In contextus
Around three boys accomplices to playful and shy grace, Stéphane Marti inaugurates his cinematographic writing.
Stéphane Marti
Casts & Crew
Also Directed by Stéphane Marti
A mediterranean garden dulled in a hot summer afternoon. The camera twirl around like a wasp and, into the burnt super 8 images fragments, we discern, among stones and scrubs, erotics photos in which Bacchus spirit is blowing and who invite to wake up senses ...
Two merry partners, fleshy roses and an improvised dance celebrate this glamrock jewel that glorifies the ambiguity of desire.
Extracts of Le Chant d'Amour (1950) by Jean Genet, absolute fetish movie-poem, are screened as moving tattoos on a lying body who surrenders to bites of sensuousness.
With an editing engraved as a jewel, this movie is a real neo-baroque manifest. On the one hand, the Seine's sparkling, the Alexandre III bridge's sculptures and the majestic stairs descents of a mysterious personage ; on the other hand, the brilliance of a mirror reveals a lascivious inner space, invaded by art works, strange objects, tropical plants, heavy clothes, in the middle of which sit enthroned the Aesthete contemplating male nudes photos. The crystalline voice of a counter-tenor celebrating Bach perfects the voluptuous feeling emerging from this movie.

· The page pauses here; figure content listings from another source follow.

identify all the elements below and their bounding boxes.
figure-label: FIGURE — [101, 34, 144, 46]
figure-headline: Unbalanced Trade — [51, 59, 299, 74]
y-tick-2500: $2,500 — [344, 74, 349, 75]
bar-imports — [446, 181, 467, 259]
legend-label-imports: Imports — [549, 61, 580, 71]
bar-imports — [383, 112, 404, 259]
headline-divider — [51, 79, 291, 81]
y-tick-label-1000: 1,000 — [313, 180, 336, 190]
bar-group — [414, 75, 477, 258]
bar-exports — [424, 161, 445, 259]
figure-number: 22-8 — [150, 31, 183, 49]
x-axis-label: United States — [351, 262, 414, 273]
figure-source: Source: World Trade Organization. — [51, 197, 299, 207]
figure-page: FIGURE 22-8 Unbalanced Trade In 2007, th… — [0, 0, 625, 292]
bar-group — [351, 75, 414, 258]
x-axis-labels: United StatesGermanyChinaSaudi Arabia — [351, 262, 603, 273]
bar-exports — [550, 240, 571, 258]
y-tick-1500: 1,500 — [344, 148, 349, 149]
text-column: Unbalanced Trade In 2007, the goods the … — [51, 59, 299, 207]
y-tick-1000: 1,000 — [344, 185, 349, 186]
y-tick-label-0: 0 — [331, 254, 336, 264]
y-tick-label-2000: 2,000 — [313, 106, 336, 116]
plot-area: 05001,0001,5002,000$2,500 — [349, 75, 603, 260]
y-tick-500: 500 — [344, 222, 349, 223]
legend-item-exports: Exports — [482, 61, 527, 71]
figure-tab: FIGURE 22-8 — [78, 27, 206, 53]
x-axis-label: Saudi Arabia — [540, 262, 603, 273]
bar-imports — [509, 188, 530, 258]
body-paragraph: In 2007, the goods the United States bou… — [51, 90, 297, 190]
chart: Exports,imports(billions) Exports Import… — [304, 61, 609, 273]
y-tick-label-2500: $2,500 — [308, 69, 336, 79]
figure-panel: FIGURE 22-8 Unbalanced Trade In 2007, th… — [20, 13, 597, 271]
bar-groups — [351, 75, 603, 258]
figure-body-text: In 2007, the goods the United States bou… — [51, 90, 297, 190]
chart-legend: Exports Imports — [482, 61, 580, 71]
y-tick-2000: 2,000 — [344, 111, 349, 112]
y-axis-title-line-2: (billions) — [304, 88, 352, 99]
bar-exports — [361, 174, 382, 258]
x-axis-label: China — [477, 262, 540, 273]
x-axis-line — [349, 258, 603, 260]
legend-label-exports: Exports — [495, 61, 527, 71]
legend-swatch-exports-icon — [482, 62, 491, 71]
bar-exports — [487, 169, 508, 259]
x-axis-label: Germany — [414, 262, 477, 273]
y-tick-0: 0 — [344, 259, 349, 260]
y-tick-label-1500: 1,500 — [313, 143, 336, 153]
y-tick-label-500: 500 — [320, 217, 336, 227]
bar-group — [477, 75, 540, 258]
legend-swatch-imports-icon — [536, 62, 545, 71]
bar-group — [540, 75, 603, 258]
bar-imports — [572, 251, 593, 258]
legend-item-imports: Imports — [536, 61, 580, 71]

An avant-garde short film.
Aloual, the black pearl leads an initiatory journey which is a quest for the part of mystery and the wild side that lays deep inside each of us.

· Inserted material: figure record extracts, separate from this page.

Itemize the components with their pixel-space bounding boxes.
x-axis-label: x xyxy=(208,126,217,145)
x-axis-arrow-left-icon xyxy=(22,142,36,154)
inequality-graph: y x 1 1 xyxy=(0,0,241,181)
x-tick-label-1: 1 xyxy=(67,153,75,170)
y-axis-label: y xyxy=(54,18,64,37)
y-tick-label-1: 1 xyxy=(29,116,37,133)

Gestures are full of sensuality, colours are intense, pleasure of the Super 8 and a dizzy feeling remind us of dreams.
Powered by the performances of sexy boys and girl (and a mischievous photographer) and texts by Dominique Noguez, punctuated by a musical lyricism that combines classical Arias, dandy rock and bewitching Arabic chant, this film is conceived as a long poem allegorical about beauty, desire and death. Allegory intensified by the vertigo of the transgression, the mysteries of the sacred and the images of Baron Van Gloeden, Jean Genet and Michel Journiac, masters of funerary eroticism and body’s fury.
Between music and silence, a pale boy handsome as a statue by Canova and a flamboyant black boy in a ritual photographed by Marcel Mazé. With the presence of a Michel Journiac's self-portrait sculpture, votive offerings of sacred skulls and crucifixes, dried flowers, Monique Delvincourt fragmented mirrors, Louboutin heels, images of the assoluta Diva and a sound re-articulation of Gounod's Faust by Berndt Deprez.